Journal
MONTHLY NOTICES OF THE ROYAL ASTRONOMICAL SOCIETY
Volume 451, Issue 1, Pages 849-858Publisher
OXFORD UNIV PRESS
DOI: 10.1093/mnras/stv991
Keywords
large-scale structure of Universe-radio continuum: galaxies
Categories
Funding
- STFC PhD studentship
- US National Science Foundation [AST-0408698, AST-0965625, PHY-0855887, PHY-1214379]
- Princeton University
- University of Pennsylvania
- Cornell University
- Canada Foundation for Innovation (CFI)
- Comision Nacional de Investigacion Cientifica y Tecnologica de Chile (CONICYT)
- CFI under Compute Canada
- Government of Ontario
- Ontario Research Fund
- University of Toronto
- NASA [NNX13AE56G, NNX14AB58G]
- ERC [259505]
- CONICYT [QUIMAL-120001, FONDECYT-1141113]
- Misrahi research fund
- Wilkinson research fund
- Science and Technology Facilities Council [ST/K00106X/1] Funding Source: researchfish
- STFC [ST/K00106X/1] Funding Source: UKRI
- Division Of Astronomical Sciences
- Direct For Mathematical & Physical Scien [1312380, 1440226, 0965625] Funding Source: National Science Foundation
Ask authors/readers for more resources
We correlate the positions of radio galaxies in the FIRST survey with the cosmic microwave background lensing convergence estimated from the Atacama Cosmology Telescope over 470 deg(2) to determine the bias of these galaxies. We remove optically cross-matched sources below redshift z = 0.2 to preferentially select active galactic nuclei (AGN). We measure the angular cross-power spectrum C-t(kg) at 4.4 sigma significance in the multipole range 100 < 1 < 3000, corresponding to physical scales within approximate to 2-60 Mpc at an effective redshift z(eff) = 1.5. Modelling the AGN population with a redshift-dependent bias, the cross-spectrum is well fitted by the Planck best-fitting A cold dark matter cosmological model. Fixing the cosmology and assumed redshift distribution of sources, we fit for the overall bias model normalization, finding b(z(eff)) = 3.5 +/- 0.8 for the full galaxy sample and b(z(eff)) = 4.0 +/- 1.1(3.0 +/- 1.1) for sources brighter (fainter) than 2.5 mJy. This measurement characterizes the typical halo mass of radio-loud AGN: we find log (M-halo/M-circle dot) = 13.6(-0.4)(+0.3).
Authors
I am an author on this paper
Click your name to claim this paper and add it to your profile.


## Work order
Output exactly the lines below from the one containing "Locate an element on the screen. This" to the last line, both included. Omit pictures.

******

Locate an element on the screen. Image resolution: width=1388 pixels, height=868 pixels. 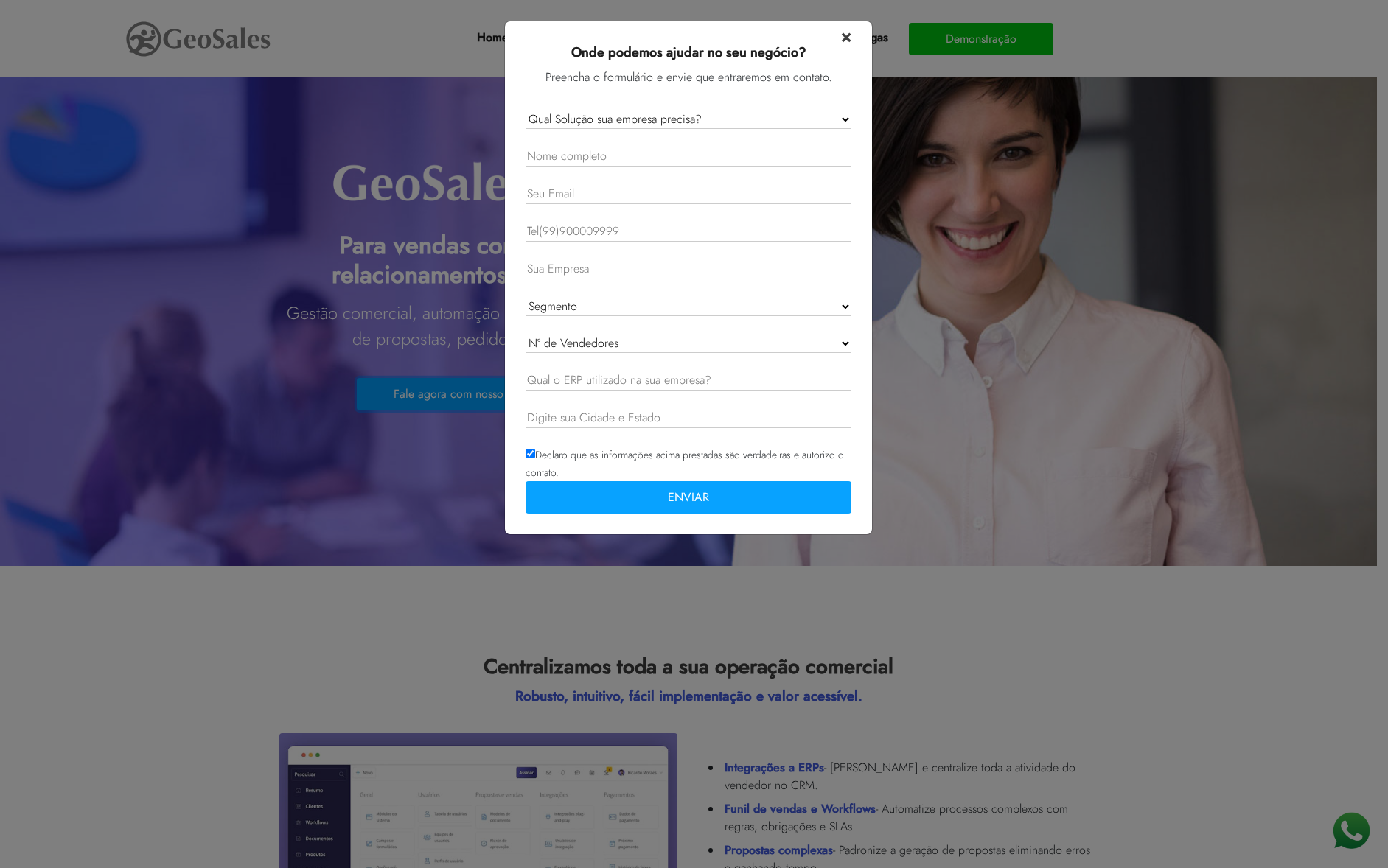
input: Qual o ERP utilizado na sua empresa? is located at coordinates (689, 380).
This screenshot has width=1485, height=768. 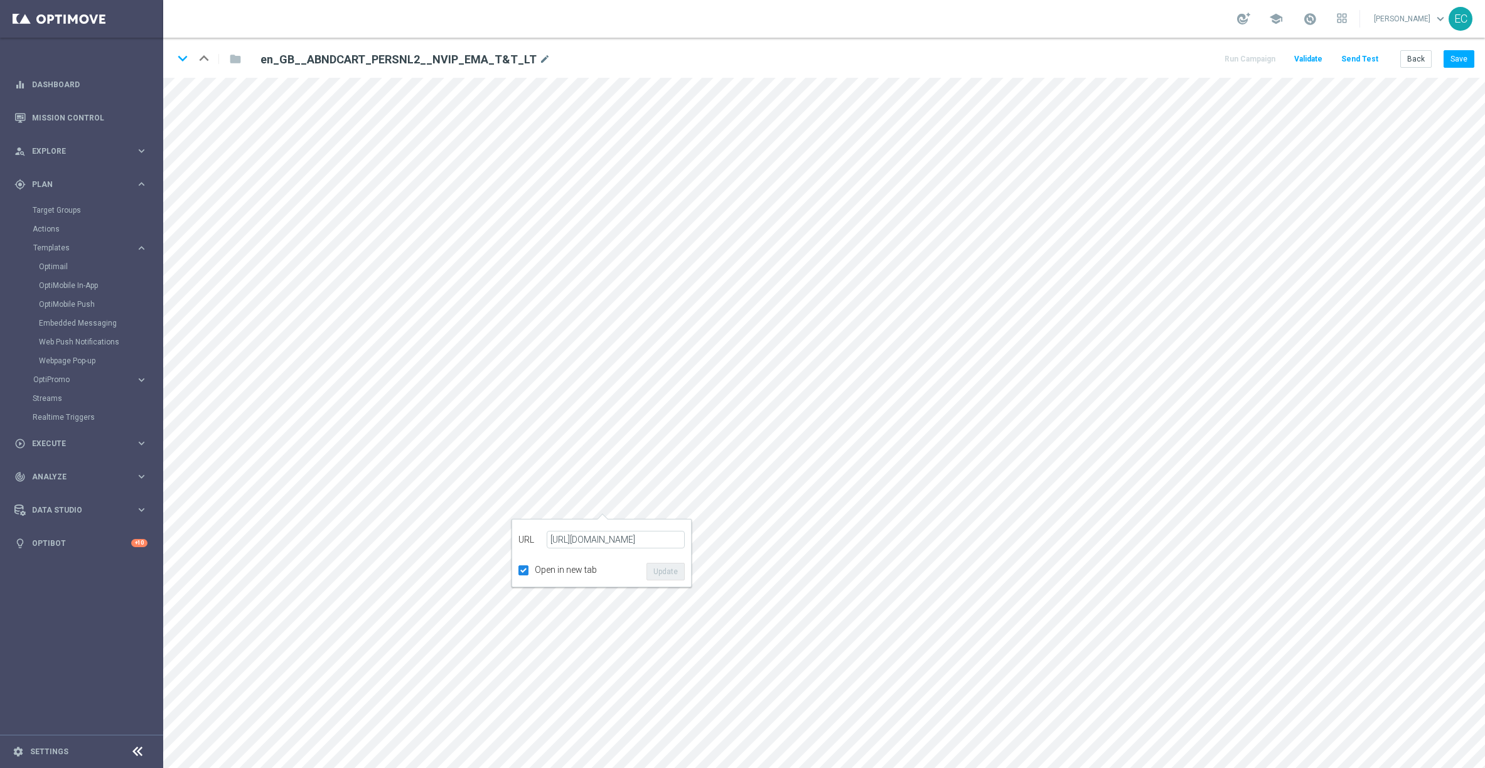 I want to click on a: Mission Control, so click(x=90, y=117).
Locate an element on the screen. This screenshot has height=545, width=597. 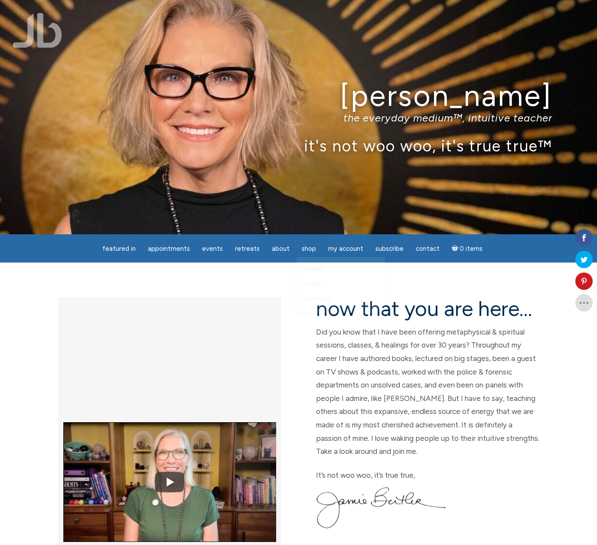
a: Cart0 items is located at coordinates (468, 248).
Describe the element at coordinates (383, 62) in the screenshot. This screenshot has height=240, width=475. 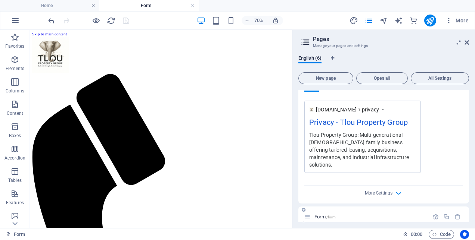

******

## Reply
Locate an element on the screen. This screenshot has height=545, width=597. 
a: Cart0 items is located at coordinates (468, 248).
Describe the element at coordinates (383, 62) in the screenshot. This screenshot has height=240, width=475. 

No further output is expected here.